Odessa’s three ports can process more than 100 cargo vessels and export over 3 million metric tons of grain a month, said Oleksandr Kubrakov, Ukraine’s infrastructure minister.
“We expect that the security guarantees of our partners in the U.N. and Turkey will continue functioning, and that the food export from our ports will become stable and predictable for all the market participants,” he said.
Eyewitnesses reported another Ukrainian strike near the southern city of Kherson on Friday. Kyiv has repeatedly used U.S.-supplied Himars missile systems to hit military bases, bridges and ammunition depots in Russian-occupied parts of Kherson in recent weeks.
Russian and Ukrainian forces continued clashes all along the front line, with Russia again shelling the cities of Mykolaiv in the south and Kharkiv, and storming Ukrainian positions in the eastern Donetsk region. Mykolaiv was hit three times in the early morning with long-range artillery and rockets, destroying a house and causing a fire, according to the municipality. In Kharkiv, Russian rocket strikes hit several housing blocks, a market and a shopping mall, with three people severely injured, according to the regional administration.
In the Donetsk region, Russian forces continued to attack the city of Avdiivka on the outskirts of Donetsk city, the Russian-controlled regional capital, and the city of Bakhmut, the Ukrainian military said. Russian forces in the area have made some advances through heavily fortified Ukrainian positions in recent days, with heavy casualties on both sides. Russia also launched a missile strike on an infrastructure site in the town of Mykolaivka near Odessa, according to the Ukrainian military.
In the Russian-controlled southern region of Kherson, which Ukraine wants to retake in a counteroffensive, the head of the Moscow-appointed regional administration and one of the most prominent collaborators with occupation authorities said he has stepped down because of “health reasons.”
Vladimir Saldo, who served as mayor of Kherson between 2002 and 2012, said his duties will be taken over by Sergey Eliseyev, a recently dispatched Russian functionary who served as the deputy head of administration of Russia’s Kaliningrad region.
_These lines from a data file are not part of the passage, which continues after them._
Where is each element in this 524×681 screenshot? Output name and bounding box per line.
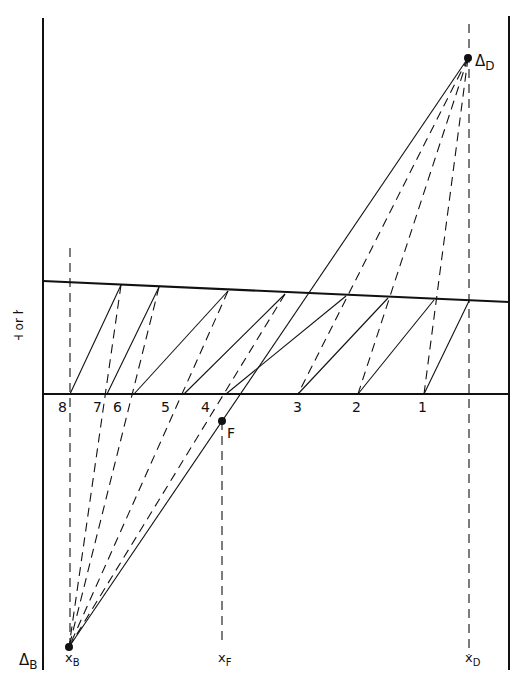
delta-b-label: ΔB bbox=[19, 651, 38, 672]
stage-number-label: 5 bbox=[161, 399, 170, 415]
y-axis-label-text: H or h bbox=[12, 310, 26, 340]
stage-number-label: 8 bbox=[58, 399, 67, 415]
feed-point bbox=[218, 417, 226, 425]
feed-label: F bbox=[227, 425, 235, 441]
stage-number-label: 2 bbox=[352, 399, 361, 415]
overall-balance-line bbox=[69, 58, 468, 647]
tie-lines bbox=[69, 58, 469, 647]
stripping-operating-line bbox=[69, 287, 159, 647]
ponchon-savarit-diagram: ΔDΔBFxBxFxD87654321 bbox=[0, 0, 524, 681]
saturated-vapor-line bbox=[43, 281, 509, 302]
tie-line bbox=[226, 296, 346, 394]
rectifying-operating-line bbox=[298, 58, 468, 394]
rectifying-operating-line bbox=[358, 58, 468, 394]
delta-d-point bbox=[464, 54, 472, 62]
x-d-label: xD bbox=[465, 650, 481, 668]
tie-line bbox=[70, 285, 121, 394]
x-b-label: xB bbox=[65, 650, 80, 668]
y-axis-label: H or h bbox=[8, 310, 28, 340]
delta-d-label: ΔD bbox=[475, 52, 495, 73]
stage-number-label: 6 bbox=[113, 399, 122, 415]
x-f-label: xF bbox=[218, 650, 232, 668]
tie-line bbox=[184, 294, 285, 394]
stage-number-label: 4 bbox=[201, 399, 210, 415]
rectifying-operating-line bbox=[424, 58, 468, 394]
tie-line bbox=[134, 291, 228, 394]
stage-number-label: 7 bbox=[93, 399, 102, 415]
stage-number-label: 1 bbox=[418, 399, 427, 415]
tie-line bbox=[107, 287, 159, 394]
tie-line bbox=[298, 298, 388, 394]
operating-lines bbox=[69, 24, 469, 655]
tie-line bbox=[424, 301, 469, 394]
stage-number-label: 3 bbox=[293, 399, 302, 415]
stage-labels: ΔDΔBFxBxFxD87654321 bbox=[19, 52, 495, 672]
enthalpy-curves bbox=[43, 281, 509, 394]
tie-line bbox=[358, 300, 434, 394]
Ukraine considers public figures like Mr. Saldo who work with the Russians to be traitors and several of them have been assassinated in occupied territories in recent months. Russia is making plans to hold a referendum next month on annexing Kherson to Russia and has already started distributed Russian passports to the region’s residents.
Officials from the U.N., Turkey, Ukraine, and Russia signed the grain agreement in Istanbul following months of negotiations. The warring parties agreed not to attack ships transiting the Black Sea corridor. Ukrainian pilots will guide their ships through a safe channel and their cargo will then be inspected off Istanbul.
The U.N. said Friday the sailing was “a second ‘proof of concept’, testing multi-ship operations in the corridor including an inbound ship.” The sailing marked the resumption of operations in Odessa’s Chornomorsk port, with the cargo headed to Turkey, the U.K. and Ireland, according to Mr. Kubrakov.
The meeting between Mr. Putin and Mr. Erdogan is their second in less than three weeks. The two leaders had previously met after a three-way summit with Iran that focused on Syria.
Turkey has sought to straddle the divide between the West and Russia. It has sold armed drones to Ukraine while choosing not to impose sanctions on Moscow, at the same time as attempting to broker a peace deal between the countries.
Mr. Erdogan is one of the few world leaders who speaks regularly with Mr. Putin, and the Turkish president is likely to use the meeting to advance Turkey’s own interests, particularly in Syria. Mr. Erdogan will likely reiterate a demand to launch a new military operation against Kurdish militants, according to Turkey’s state-run news agency. Russian officials have said they oppose the plan for a new Turkish incursion in Syria.